Customer experience is everything. It’s the ingredient that sets you apart. It sparks business growth and promotes customer loyalty and retention. A positive CX ultimately affects your bottom line. In fact, customer-centric companies are 60% more profitable than companies that aren’t. So, how do you support your customer experience in your call center? Add business texting. 

Ok, maybe I’ve lost you. Let’s walk through how adding texting to your customer service will refresh your customer experience:

Every interaction between a business and its customer is a conversation. As a result, customers more and more prefer to reach companies through messaging. According to surveys conducted by Zendesk, messaging by text and live chat are the future for building a successful customer experience. Why? Well, shockingly enough, your customers don’t actually want to sit on hold with your agents. And, they definitely aren’t thrilled when they’re stuck waiting a day or two to get an email back. They’re looking for fast and responsive service. 

Texting vs Email for customer experience

Conversational messaging is more effective than email, showing significantly higher open and response rates. Customers today want a personal, 1:1 conversation when they reach out to a company. But, what if you already have chat integration? Why should you need to add texting as a channel in addition to chat when chat seems to offer your company and customers the same benefits? 

While live chat offers fast, real time service, it has its limitations. Let’s break those down:

Common Challenges Call Centers Face with Live Chat

Live chat is bound by operational and physical restraints that ultimately can harm your customer experience. Here are some challenges call centers face with chat:

1. Live chat is inflexible for your internal operations. 

Chat sets the expectation that the customer will receive a response in less than 30 seconds to be considered a success. So, it requires an agent to be ready and waiting to immediately answer a customer. When a customer fills out a chat request and is told no representatives are available, it leaves a bad taste in their mouth. 

But, hold up — have you been in a call center? This kind of flexibility is not always possible when phones are ringing off the hook and your team is understaffed. Chat establishes expectations with customers that realistically cannot always be met, thus negatively affecting your customer experience. 

2. Live chat is inflexible for your customers. 

Just as live chat requires your agents to be sitting ready and waiting before a computer screen, it also requires customers to wait. Let’s say it’s one of those days — your team is swamped. Customers are getting stuck talking with a bot on your live chat. 

Customers choose live chat because it’s supposed to be quick and easy. It’s not convenient then for customers to get stuck sitting in front of their computer waiting for an available agent. On a bad day, live chat removes any form of convenience or possible flexibility for customer service.

3. When a chat is closed, it’s gone. 

Chats are incredibly temporary. Once a conversation ends, your conversation’s history disappears. That means a new agent can’t pick up the conversation at a later date as easily. You don’t have as clear a record of your customer interaction. And, your customer can’t go back to reference their previously asked questions. Basically, everyone’s left in the dark, making crafting a customer experience tricky.

4. You’re stuck without much customer context. 

In order to build a solid customer experience, your agents need to know your customers. It’s vital that every customer interaction, no matter the channel, can funnel its data to the same place. But, live chat is not always tied to your CRM. This means that your call center agents don’t have the same easy access to customer history or relationship context that occurred over chat.  

Chat just cannot support your customer or your call center’s needs on its own. Add business texting and see a huge impact on your customer experience.

How Business Texting Helps Support your Customer Experience

At this point, nearly every American consumer owns a smartphone. According to Pew Research, as many as 97% of Americans now own a cellphone of some kind. And, as of 2021, the share of Americans that own a smartphone is now 85%. What’s the effect of this on your customer service and experience?

Texting Is Easy with More Access to Mobile

Image Source

Customers want to be able to use that phone that’s in their back pocket to reach you. Text messaging hits customers right where they live, offering flexibility and ease unlike any other channel. As many as 78% of consumers wish they could text a business. That’s 78% of consumers telling you one way you could give them a better customer experience. 

But, what makes it a better solution than live chat? Easy – Texting. In fact, texting is replacing live chat for your competitor’s on-the-go customers who want to connect when (and how) it’s convenient for them. Think about it: texting offers flexibility and accessibility in all the ways live chat can’t. 

With text messaging, customers can communicate directly and conversationally with your business. The conversation stays logged for you and for the customer, retaining helpful details about the customer relationship and history. And, it gives your customers a place to go back to to find helpful guides, links, and media to answer their questions. 

The channel offers more grace to your agents and customers, allowing for more natural pauses between replies. Customers can leave their computer to cook dinner or run to the store and still keep up the conversation. Agents get a breather between interactions, allowing for better internal operations, less stress, and more collaboration.

Integrate texting into your omnichannel solution for a more flexible way to support your customer base. Reach your customers where they are to provide a stronger customer experience.

Get results starting today with business texting from Textel.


▶ [Brief] Go over the data and keep only the lines that include "state".

Dataset excerpts
____

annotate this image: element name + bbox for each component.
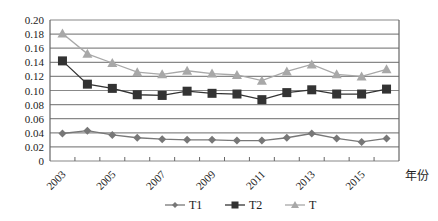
diamond-marker-icon bbox=[58, 130, 66, 138]
x-axis: 2003200520072009201120132015 bbox=[44, 157, 374, 192]
x-tick-label: 2015 bbox=[343, 168, 367, 192]
diamond-marker-icon bbox=[133, 134, 141, 142]
square-marker-icon bbox=[83, 80, 92, 89]
diamond-marker-icon bbox=[208, 136, 216, 144]
y-tick-label: 0 bbox=[39, 155, 45, 167]
diamond-marker-icon bbox=[183, 136, 191, 144]
triangle-marker-icon bbox=[182, 66, 192, 75]
y-tick-label: 0.12 bbox=[25, 70, 44, 82]
square-marker-icon bbox=[332, 90, 341, 99]
x-tick-label: 2007 bbox=[144, 168, 168, 192]
diamond-marker-icon bbox=[172, 202, 178, 208]
square-marker-icon bbox=[108, 84, 117, 93]
series-lines bbox=[57, 28, 391, 146]
legend-label: T bbox=[309, 198, 317, 212]
x-tick-label: 2009 bbox=[193, 168, 217, 192]
diamond-marker-icon bbox=[358, 138, 366, 146]
triangle-marker-icon bbox=[57, 28, 67, 37]
triangle-marker-icon bbox=[382, 64, 392, 73]
square-marker-icon bbox=[307, 85, 316, 94]
square-marker-icon bbox=[382, 85, 391, 94]
diamond-marker-icon bbox=[108, 131, 116, 139]
square-marker-icon bbox=[357, 90, 366, 99]
square-marker-icon bbox=[208, 89, 217, 98]
y-tick-label: 0.14 bbox=[25, 56, 45, 68]
diamond-marker-icon bbox=[83, 127, 91, 135]
diamond-marker-icon bbox=[383, 134, 391, 142]
square-marker-icon bbox=[257, 95, 266, 104]
y-tick-label: 0.20 bbox=[25, 14, 45, 26]
square-marker-icon bbox=[232, 202, 239, 209]
y-tick-label: 0.02 bbox=[25, 141, 44, 153]
triangle-marker-icon bbox=[332, 69, 342, 78]
square-marker-icon bbox=[158, 91, 167, 100]
x-tick-label: 2011 bbox=[244, 168, 268, 192]
series-t2 bbox=[58, 56, 391, 104]
x-tick-label: 2013 bbox=[293, 168, 317, 192]
y-tick-label: 0.04 bbox=[25, 127, 45, 139]
legend-item-t1: T1 bbox=[165, 198, 202, 212]
square-marker-icon bbox=[183, 87, 192, 96]
x-tick-label: 2005 bbox=[94, 168, 118, 192]
y-tick-label: 0.08 bbox=[25, 99, 45, 111]
square-marker-icon bbox=[232, 90, 241, 99]
y-tick-label: 0.18 bbox=[25, 28, 45, 40]
diamond-marker-icon bbox=[258, 137, 266, 145]
legend-item-t: T bbox=[285, 198, 317, 212]
x-tick-label: 2003 bbox=[44, 168, 68, 192]
diamond-marker-icon bbox=[158, 135, 166, 143]
y-tick-label: 0.10 bbox=[25, 85, 45, 97]
y-tick-label: 0.06 bbox=[25, 113, 45, 125]
diamond-marker-icon bbox=[233, 137, 241, 145]
square-marker-icon bbox=[282, 88, 291, 97]
diamond-marker-icon bbox=[283, 134, 291, 142]
legend-label: T2 bbox=[249, 198, 262, 212]
legend: T1T2T bbox=[165, 198, 317, 212]
line-chart: 00.020.040.060.080.100.120.140.160.180.2… bbox=[0, 0, 438, 221]
triangle-marker-icon bbox=[132, 67, 142, 76]
diamond-marker-icon bbox=[308, 130, 316, 138]
square-marker-icon bbox=[58, 56, 67, 65]
y-tick-label: 0.16 bbox=[25, 42, 45, 54]
diamond-marker-icon bbox=[333, 134, 341, 142]
y-axis: 00.020.040.060.080.100.120.140.160.180.2… bbox=[25, 14, 45, 167]
series-t1 bbox=[58, 127, 390, 146]
square-marker-icon bbox=[133, 90, 142, 99]
x-axis-unit-label: 年份 bbox=[405, 169, 429, 183]
triangle-marker-icon bbox=[307, 59, 317, 68]
legend-item-t2: T2 bbox=[225, 198, 262, 212]
legend-label: T1 bbox=[189, 198, 202, 212]
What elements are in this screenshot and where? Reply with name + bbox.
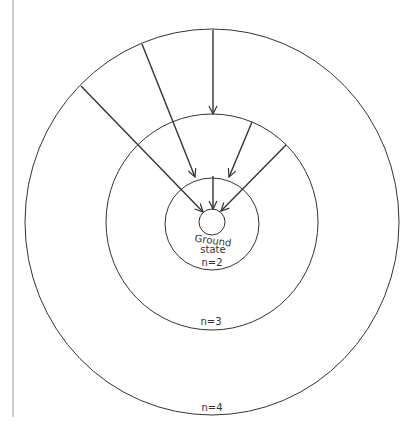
ground-state-circle [199, 209, 225, 235]
arrow-n3-to-ground [221, 145, 286, 211]
arrow-n4-to-ground [81, 86, 203, 212]
n4-label: n=4 [201, 402, 222, 413]
n3-label: n=3 [200, 316, 221, 327]
arrow-n3-to-n2 [229, 122, 252, 177]
bohr-diagram: Ground state n=2 n=3 n=4 [0, 0, 418, 436]
ground-label-2: state [200, 244, 225, 255]
n2-label: n=2 [201, 257, 222, 268]
orbit-n3 [106, 114, 318, 330]
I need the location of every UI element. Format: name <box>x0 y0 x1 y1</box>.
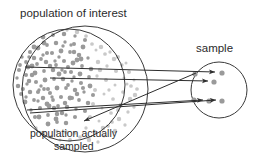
population-dot-light <box>123 123 126 126</box>
population-dot-dark <box>54 63 58 67</box>
population-dot-dark <box>79 81 83 85</box>
population-dot-dark <box>45 102 50 107</box>
population-dot-dark <box>35 62 39 66</box>
population-dot-dark <box>61 44 64 47</box>
population-dot-dark <box>62 59 66 63</box>
population-dot-dark <box>83 38 87 42</box>
population-actually-sampled-label-line2: sampled <box>54 140 94 152</box>
population-dot-dark <box>63 40 66 43</box>
population-dot-dark <box>60 111 64 115</box>
sample-label: sample <box>196 42 233 54</box>
population-dot-dark <box>88 84 93 89</box>
population-dot-dark <box>71 61 76 66</box>
population-dot-dark <box>41 96 45 100</box>
population-dot-light <box>126 110 129 113</box>
population-dot-light <box>129 84 133 88</box>
population-dot-dark <box>81 86 85 90</box>
population-dot-dark <box>59 95 63 99</box>
population-dot-dark <box>28 50 32 54</box>
population-dot-dark <box>64 121 68 125</box>
population-dot-dark <box>28 90 32 94</box>
population-dot-dark <box>15 76 18 79</box>
population-dot-dark <box>73 88 77 92</box>
population-dot-dark <box>46 113 50 117</box>
population-dot-dark <box>62 32 66 36</box>
population-dot-dark <box>69 43 72 46</box>
sample-circle <box>191 62 247 118</box>
population-dot-dark <box>44 60 48 64</box>
population-dot-dark <box>68 50 72 54</box>
population-dot-dark <box>37 115 42 120</box>
population-dot-dark <box>51 68 55 72</box>
population-dot-dark <box>18 63 22 67</box>
population-dot-light <box>96 140 99 143</box>
population-dot-light <box>111 97 115 101</box>
population-dot-dark <box>46 122 51 127</box>
population-dot-dark <box>75 92 79 96</box>
sampling-arrows <box>25 67 216 121</box>
population-dot-dark <box>79 57 84 62</box>
sample-dot <box>219 98 224 103</box>
population-dot-light <box>133 93 137 97</box>
population-dot-dark <box>16 84 20 88</box>
population-dot-dark <box>73 115 77 119</box>
population-dot-dark <box>30 73 34 77</box>
population-dot-dark <box>24 95 27 98</box>
population-dot-dark <box>53 59 56 62</box>
population-dot-dark <box>39 84 42 87</box>
population-dot-light <box>108 50 111 53</box>
population-dot-dark <box>42 87 46 91</box>
population-dot-dark <box>77 98 81 102</box>
population-dot-dark <box>91 93 95 97</box>
population-dot-light <box>95 49 98 52</box>
population-dot-dark <box>57 55 60 58</box>
population-dot-dark <box>32 98 36 102</box>
population-dot-dark <box>32 45 37 50</box>
population-dot-dark <box>51 98 55 102</box>
population-dot-light <box>114 84 117 87</box>
sampling-diagram: population of interest population actual… <box>0 0 265 163</box>
population-dot-dark <box>60 68 63 71</box>
population-dot-dark <box>50 51 54 55</box>
population-dot-dark <box>43 78 48 83</box>
population-dot-dark <box>33 115 37 119</box>
diagram-canvas: population of interest population actual… <box>0 0 265 163</box>
population-dot-dark <box>48 91 52 95</box>
population-dot-light <box>93 88 97 92</box>
population-dot-light <box>109 111 113 115</box>
population-dot-light <box>117 117 121 121</box>
population-dot-light <box>96 60 100 64</box>
population-dot-light <box>103 93 106 96</box>
population-dot-light <box>135 87 139 91</box>
population-dot-dark <box>24 73 28 77</box>
population-dot-dark <box>70 96 74 100</box>
population-dot-light <box>99 45 103 49</box>
population-dot-dark <box>86 56 89 59</box>
population-dot-dark <box>81 45 86 50</box>
population-dot-dark <box>55 112 59 116</box>
population-dot-dark <box>73 34 76 37</box>
population-dot-dark <box>64 113 67 116</box>
population-dot-dark <box>82 90 85 93</box>
population-dot-light <box>112 57 116 61</box>
population-dot-light <box>126 83 129 86</box>
population-dot-dark <box>27 79 31 83</box>
population-dot-dark <box>39 57 43 61</box>
population-dot-dark <box>32 56 36 60</box>
population-dot-dark <box>54 117 59 122</box>
population-dot-dark <box>72 50 76 54</box>
sample-dots <box>191 70 224 103</box>
population-dot-dark <box>54 41 58 45</box>
population-dot-light <box>107 88 110 91</box>
population-dot-dark <box>69 70 73 74</box>
population-dot-light <box>125 62 128 65</box>
population-dot-light <box>91 102 95 106</box>
population-dot-light <box>75 30 79 34</box>
population-dot-dark <box>77 53 81 57</box>
population-dot-dark <box>36 99 39 102</box>
population-dot-light <box>127 70 131 74</box>
population-dot-light <box>95 74 98 77</box>
population-dot-dark <box>66 83 70 87</box>
population-dot-light <box>105 64 108 67</box>
population-dot-dark <box>22 46 25 49</box>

____

▶ [Response for this exercise]
ground-state-circle [199, 209, 225, 235]
bohr-diagram: Ground state n=2 n=3 n=4 [0, 0, 418, 436]
ground-label-2: state [200, 244, 225, 255]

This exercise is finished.